Mr Watts is probably aware that he has no valid response to many of the points made by PSI members in various papers and articles. PSI doesn’t shut down debate so, for those interested in debating the issue, all are very welcome to come do so on our own forum thread here.
Beyond doubt, as Douglas Cotton pointed out in his prompt rebuttal article to the WUWT piece, Mr. Watts has missed the elephant in the room. Cotton writes, “So, clearly the atmosphere acts as an umbrella during sunlit hours, and yet Anthony Watts and many climatologists like to play down this cooling effect, if they even mention it.”
Working overtime to hide that elephant with its umbrella is climatologist, Dr.Roy Spencer. Not only did a world-leading expert in thermodynamics, Dr. Pierre R Latour, point out Spencer’s errors with his ‘No, Virginia’ rebuttal to Spencer’s ‘Yes, Virginia’ blog post we’ve seen many other highly-respected scientists disagreeing with Dr. Spencer.

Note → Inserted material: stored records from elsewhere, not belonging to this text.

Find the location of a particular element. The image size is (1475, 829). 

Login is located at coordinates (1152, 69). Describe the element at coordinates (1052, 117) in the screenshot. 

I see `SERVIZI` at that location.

UC Berkeley Discredits Spencer’s Infinite Heat Sink
A look at a thermodynamics physics text from UC Berkley proves, using standard physics, that cold does not heat up warm even in the presence of “backradiation.” Problem #1023 shows that a radiation shield does not cause a source to become hotter if its radiation is trapped, and Problem #1026 shows that a sphere surrounded by a shell simply warms up the shell until the shell emits the same energy as the sphere, without requiring the sphere to become hotter and with the presence of backradiation. What Spencer, Watts, Willis, et al mistakenly believe, is that in order for something warm to heat up something cool, the warmer thing has to heat up itself! As absurd a proposition as an ice cream licking itself.